Response modeling with predictive analytics offers something completely different from standard business reporting and sales forecasting: actionable predictions for each customer.
This special form of business modeling foresees each customer purchase, response or cancellation, predicting the individual behavior of each existing or prospective customer under certain conditions.
Naturally, per-customer predictions are key to allocating marketing and sales resources. For example, by predicting which product features each customer will respond to, you can target each customer accordingly.
However, per-customer prediction can’t work without a healthy injection of your business expertise. To generate predictive customer response models that will have a business impact, predictive analytics requires a wholly collaborative process driven by business needs and marketing insight.
This means you need to meet with your modeler a few times a week. It stands in contrast with other data-intensive initiatives, such as deploying a data warehouse or OLAP solution, which, once defined, can be handed off to IT and revisited later to receive the results.
With analytics run as a business activity, you can guide the process towards actionable predictions. For example, your input will help determine precisely which customer actions to predict, and how these predictions will be used. This ensures that the results are actionable within your company’s operational framework, and that they have the greatest impact within your company’s business model.
There are three steps where business expertise is needed to direct predictive analytics: defining your prediction goal; evaluating the prediction results and redirecting; and deploying your prediction model.
Define your prediction goal
Business and analytics experts must collaboratively define the prediction goal. Although there are many aspects of customer behavior that can be predicted with analytics, only a fraction will be business- actionable.
It takes an expert in your business to know which predicted behaviors have this business value.
Likewise, conceivable prediction goals are limited only by the imagination of your marketing staff, and only a fraction can be achieved with analytics.
Each customer prediction goal must be defined with a great degree of detail.
For example:
• Response: Which customers will respond to a certain brochure mailing within 13 business days with a purchase value of $125 after shipping?
• Repeat customers: Which first-time customers will make five or more additional purchases totaling at least $1,250 within six months?
• Cross-sell and upsell: Which customers will purchase product C or D, given a purchase of A or B, within four months, given a mail solicitation?
• Attrition: Which customers of more than four months will decrease their monthly buying by 80% in the next three months, if no marketing contact is made?
Evaluate and deploy prediction results
Your business expertise is needed to choose between certain pragmatic tradeoffs in prediction capability. Generally, predictive analytics provides a range of customer segments with varying prediction performance from which you can select.
For example, you may need to choose between a group of 100,000 customers with four times greater likelihood of making a purchase than average, versus a group twice as large with only three times the likelihood. These kinds of trade-offs can also be examined in terms of profit, market penetration, or a measure of loyalty like one year customer value.
How customer predictions are used as part of business operations is up to your marketing creativity and business philosophy.
If, for instance, repeat customers are predicted, marketing resources could be directed toward non-repeaters to improve their value, or toward repeaters to leverage their existing value.
Predictions can trigger targeted market campaigns or guide sales activities, such as personalized up-sales efforts at unsolicited touch points.
With business expertise directing each step, your analytics process will produce actionable predictions for each customer with a business impact.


**Assignment**
Find how many lines below hold "break", then state that number by itself.

**Information**
====

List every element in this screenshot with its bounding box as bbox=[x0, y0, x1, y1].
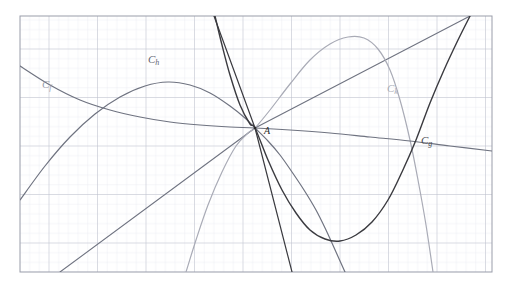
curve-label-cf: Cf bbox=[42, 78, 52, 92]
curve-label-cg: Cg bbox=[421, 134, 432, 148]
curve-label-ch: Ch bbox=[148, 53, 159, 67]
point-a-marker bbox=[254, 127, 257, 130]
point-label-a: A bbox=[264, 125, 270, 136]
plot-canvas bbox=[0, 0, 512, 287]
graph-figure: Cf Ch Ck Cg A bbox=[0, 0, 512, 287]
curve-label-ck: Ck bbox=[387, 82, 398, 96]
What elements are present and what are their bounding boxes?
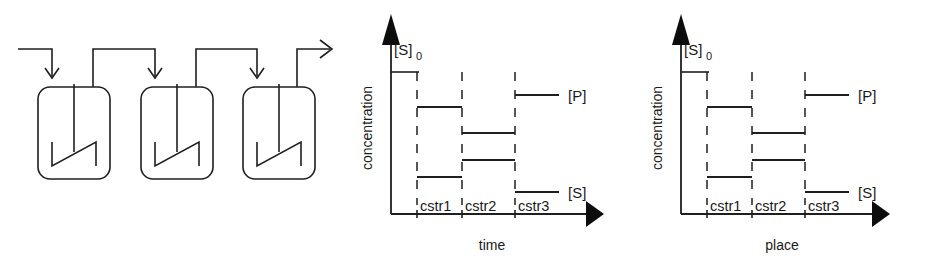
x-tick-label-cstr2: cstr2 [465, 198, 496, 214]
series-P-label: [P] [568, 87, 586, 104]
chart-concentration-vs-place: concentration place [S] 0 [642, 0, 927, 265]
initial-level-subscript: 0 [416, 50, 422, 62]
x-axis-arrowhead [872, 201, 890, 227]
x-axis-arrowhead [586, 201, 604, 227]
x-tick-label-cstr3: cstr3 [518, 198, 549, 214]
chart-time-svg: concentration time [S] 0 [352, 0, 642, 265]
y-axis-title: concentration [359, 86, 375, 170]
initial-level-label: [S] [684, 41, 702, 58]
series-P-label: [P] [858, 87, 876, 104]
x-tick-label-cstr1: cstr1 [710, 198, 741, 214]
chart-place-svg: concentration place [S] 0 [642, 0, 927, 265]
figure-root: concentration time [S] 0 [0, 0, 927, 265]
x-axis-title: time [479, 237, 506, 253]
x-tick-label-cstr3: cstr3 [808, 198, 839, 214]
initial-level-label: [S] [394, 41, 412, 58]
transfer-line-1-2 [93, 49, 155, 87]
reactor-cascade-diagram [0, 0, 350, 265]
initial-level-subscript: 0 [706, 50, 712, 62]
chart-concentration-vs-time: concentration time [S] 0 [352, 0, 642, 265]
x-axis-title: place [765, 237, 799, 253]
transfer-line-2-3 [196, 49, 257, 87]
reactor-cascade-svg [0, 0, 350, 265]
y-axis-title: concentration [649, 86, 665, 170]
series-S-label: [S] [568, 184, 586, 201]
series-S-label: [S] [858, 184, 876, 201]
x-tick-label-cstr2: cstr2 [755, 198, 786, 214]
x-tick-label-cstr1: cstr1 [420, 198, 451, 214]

====

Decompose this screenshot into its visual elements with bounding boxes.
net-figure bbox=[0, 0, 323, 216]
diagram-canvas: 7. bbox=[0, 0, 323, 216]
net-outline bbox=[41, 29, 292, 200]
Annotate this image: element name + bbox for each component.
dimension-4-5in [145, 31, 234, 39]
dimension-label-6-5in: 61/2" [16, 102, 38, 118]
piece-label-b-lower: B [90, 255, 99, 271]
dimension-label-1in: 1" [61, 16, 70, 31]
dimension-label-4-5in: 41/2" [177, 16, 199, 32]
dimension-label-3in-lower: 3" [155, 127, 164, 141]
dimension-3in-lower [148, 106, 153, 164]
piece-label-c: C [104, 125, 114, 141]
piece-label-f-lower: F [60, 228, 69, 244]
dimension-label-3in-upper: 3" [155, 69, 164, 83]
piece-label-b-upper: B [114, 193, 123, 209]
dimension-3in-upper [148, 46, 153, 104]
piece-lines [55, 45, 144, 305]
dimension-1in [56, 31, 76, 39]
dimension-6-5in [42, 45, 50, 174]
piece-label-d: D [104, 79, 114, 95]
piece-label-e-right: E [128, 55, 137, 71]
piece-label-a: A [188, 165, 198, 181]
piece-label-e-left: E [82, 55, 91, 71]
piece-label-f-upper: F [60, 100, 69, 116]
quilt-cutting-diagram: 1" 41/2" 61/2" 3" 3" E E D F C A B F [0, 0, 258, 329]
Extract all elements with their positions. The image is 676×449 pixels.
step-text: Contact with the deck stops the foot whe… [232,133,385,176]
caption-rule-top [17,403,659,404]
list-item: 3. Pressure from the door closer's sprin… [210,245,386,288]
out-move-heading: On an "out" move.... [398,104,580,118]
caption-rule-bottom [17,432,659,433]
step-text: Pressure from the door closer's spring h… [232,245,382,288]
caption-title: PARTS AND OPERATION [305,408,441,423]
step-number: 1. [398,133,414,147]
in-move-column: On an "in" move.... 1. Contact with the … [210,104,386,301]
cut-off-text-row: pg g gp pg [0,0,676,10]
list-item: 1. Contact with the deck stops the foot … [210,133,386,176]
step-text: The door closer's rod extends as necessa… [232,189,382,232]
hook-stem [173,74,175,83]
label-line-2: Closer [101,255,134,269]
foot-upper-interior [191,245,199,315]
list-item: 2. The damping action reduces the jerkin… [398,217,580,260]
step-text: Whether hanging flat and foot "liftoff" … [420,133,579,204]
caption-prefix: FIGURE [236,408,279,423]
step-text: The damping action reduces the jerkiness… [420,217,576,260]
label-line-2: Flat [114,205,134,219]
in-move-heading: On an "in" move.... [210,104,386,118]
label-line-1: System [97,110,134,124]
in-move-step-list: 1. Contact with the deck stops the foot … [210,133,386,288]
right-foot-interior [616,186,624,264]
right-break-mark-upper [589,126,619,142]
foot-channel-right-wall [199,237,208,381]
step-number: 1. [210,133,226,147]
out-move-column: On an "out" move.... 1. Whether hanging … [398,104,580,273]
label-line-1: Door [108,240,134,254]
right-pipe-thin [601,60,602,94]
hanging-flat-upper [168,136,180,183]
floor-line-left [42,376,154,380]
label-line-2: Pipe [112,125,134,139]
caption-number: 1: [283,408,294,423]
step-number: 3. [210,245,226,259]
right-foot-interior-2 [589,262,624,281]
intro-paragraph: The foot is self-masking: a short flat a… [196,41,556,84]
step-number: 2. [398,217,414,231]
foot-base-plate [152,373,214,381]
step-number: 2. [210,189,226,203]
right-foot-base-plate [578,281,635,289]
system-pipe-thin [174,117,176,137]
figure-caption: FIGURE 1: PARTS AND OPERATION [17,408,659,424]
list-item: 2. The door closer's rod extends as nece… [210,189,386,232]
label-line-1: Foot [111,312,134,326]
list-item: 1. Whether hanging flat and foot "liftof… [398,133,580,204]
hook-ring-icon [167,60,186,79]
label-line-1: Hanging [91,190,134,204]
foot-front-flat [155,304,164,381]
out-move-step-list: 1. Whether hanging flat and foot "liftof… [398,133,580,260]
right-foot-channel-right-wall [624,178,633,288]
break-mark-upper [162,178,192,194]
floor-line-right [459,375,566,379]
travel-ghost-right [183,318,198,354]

====

**Output for this task**
2